Showing posts with label Ann Gauger. Show all posts
Showing posts with label Ann Gauger. Show all posts

Wednesday, January 13, 2016

The Latest from Ann Gauger and Doug Axe

Ann Gauger on the Limits of Evolutionary Optimization

They discuss trying to get to shapes with meaning. Can a scribble on a page mutate to a han character with meaning? (protein folds)

“mutations and natural selection have limits and they can’t innovate anything unless the function they are innovating is already present… you already have to have the designed feature there in order to get it to improve… you cannot improve a pigment cell to an eye unless you already have something like an eye there.”


Paper

Model and Laboratory Demonstrations That Evolutionary Optimization Works Well Only If Preceded by Invention–Selection Itself Is Not Inventive

Abstract

Since biological inventions only benefit their possessors after they work, their origins cannot be attributed to their selective effects. One proposed solution to this conundrum is that selection perfects activities that already existed in rudimentary form before they became beneficial. An example of this idea for protein origins is the promiscuity hypothesis, which claims that minor aberrant side-reactions in enzymes can be evolutionary starting points for proficient new enzymes. Another example—the junk hypothesis—claims that proteins arising from accidental expression of non-genic DNA may likewise have slight activities that, through evolutionary optimization, lead to proficient enzymes. Here, we tested these proposals by observing how the endpoint of simple evolutionary optimization depends on the starting point. Beginning with optimization of protein-like constructs in the Stylus computational model, we compared promiscuous and junk starting points, where design elements specific to the test function were completely absent, to a starting point that retained most elements of a good design (mutation having disrupted some). In all three cases, evolutionary optimization improved activities by a large factor. The extreme weakness of the original activities, however, meant even large improvements could be inconsequential. Indeed, the endpoint was itself a proficient design only in the case where this design was largely present from the outset. Laboratory optimization of ampicillin-resistance proteins derived from a natural beta lactamase produced similar results. Our junk protein here was a deletion mutant that somehow confers weak resistance without the original catalytic mechanism (much of the active site having been lost). Evolutionary optimization was unable to improve that mutant. In contrast, a comparably weak mutant that retained the active site surpassed the natural beta lactamase after six rounds of selection. So, while mutation and selection can improve the proficiency of good designs through small structural adjustments, they seem unable to convert fortuitous selectable activities into good designs. http://bio-complexity.org/ojs/index.php/main/article/view/BIO-C.2015.2

Saturday, November 29, 2014

Dr Dennis Bonnette on Adam and Eve

Dr. Bonnette makes an important distinction when it comes to the past.

 "These genetic studies, based on many assumptions and use of computer models, do not tell us how the origin of the human race actually took place. But, they do show (1) that methodological limitations and radical contingency are inherent in such studies, which are employed to make retroactive judgments about deeply ancient populations that can never be subject to direct observation, and (2) that present scientific claims against the possibility of a literal Adam and Eve are not definitive (Gauger 2012, 105-122)."

and that human reasoning is the weak link when evaluating data.

"Since the same God is author both of human reason and of authentic revelation, legitimate natural science, properly conducted, will never contradict Catholic doctrine, properly understood. Catholic doctrine still maintains that a literal Adam and Eve must have existed, a primal couple who committed that personal original sin, which occasioned the need for, and the divine promise of, the coming of the Redeemer, Jesus Christ."   

Read the entire article here:

Did Adam and Eve Really Exist?

  and

Adam and Eve: Defense of Their Literal Existence as the Primal Human Couple





Thursday, May 19, 2011

Evolving Enzymes and Testing Darwin's Theory With Ann Gauger

Evolving Enzymes and Testing Darwin's Theory With Ann Gauger

How many mutations does it take?Hint: It is not one.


▸ WHAT THE EXERCISE ASKS:
From the listing below, pull each line that includes "pixels".

---------- DATA PROVIDED ----------

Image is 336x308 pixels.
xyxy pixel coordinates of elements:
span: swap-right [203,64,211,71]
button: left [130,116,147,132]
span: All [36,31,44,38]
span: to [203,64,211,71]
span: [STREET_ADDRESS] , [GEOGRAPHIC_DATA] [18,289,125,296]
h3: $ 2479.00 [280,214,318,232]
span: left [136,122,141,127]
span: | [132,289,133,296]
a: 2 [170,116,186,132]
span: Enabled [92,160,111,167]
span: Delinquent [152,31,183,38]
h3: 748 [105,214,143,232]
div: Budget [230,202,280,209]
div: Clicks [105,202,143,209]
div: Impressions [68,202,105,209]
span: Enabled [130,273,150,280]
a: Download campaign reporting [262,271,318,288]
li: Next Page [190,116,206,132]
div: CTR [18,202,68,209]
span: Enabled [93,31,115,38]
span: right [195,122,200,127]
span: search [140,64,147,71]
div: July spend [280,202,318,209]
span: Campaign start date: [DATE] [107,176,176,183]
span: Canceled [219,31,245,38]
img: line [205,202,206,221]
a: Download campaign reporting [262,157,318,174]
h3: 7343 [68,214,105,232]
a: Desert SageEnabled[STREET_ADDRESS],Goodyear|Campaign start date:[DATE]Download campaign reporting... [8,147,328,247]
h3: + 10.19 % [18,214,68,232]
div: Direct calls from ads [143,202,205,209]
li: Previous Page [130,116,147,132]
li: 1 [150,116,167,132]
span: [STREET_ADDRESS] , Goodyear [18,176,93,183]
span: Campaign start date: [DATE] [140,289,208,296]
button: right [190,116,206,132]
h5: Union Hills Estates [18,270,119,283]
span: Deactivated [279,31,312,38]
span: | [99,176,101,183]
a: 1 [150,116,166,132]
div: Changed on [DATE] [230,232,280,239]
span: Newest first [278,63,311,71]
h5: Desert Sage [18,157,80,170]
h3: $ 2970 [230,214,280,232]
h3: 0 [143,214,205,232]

----------
---------- DATA PROVIDED ----------

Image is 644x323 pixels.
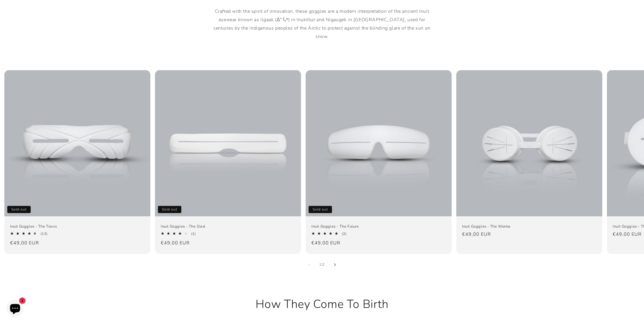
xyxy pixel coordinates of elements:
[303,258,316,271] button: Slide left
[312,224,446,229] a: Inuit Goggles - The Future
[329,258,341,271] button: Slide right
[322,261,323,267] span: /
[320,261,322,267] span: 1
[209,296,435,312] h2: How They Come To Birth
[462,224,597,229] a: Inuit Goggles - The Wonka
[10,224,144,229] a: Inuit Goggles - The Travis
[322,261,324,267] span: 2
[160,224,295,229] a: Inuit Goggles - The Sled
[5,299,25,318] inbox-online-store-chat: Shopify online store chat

----------

▸ WRITTEN ANSWER:
Image is 336x308 pixels.
Image is 644x323 pixels.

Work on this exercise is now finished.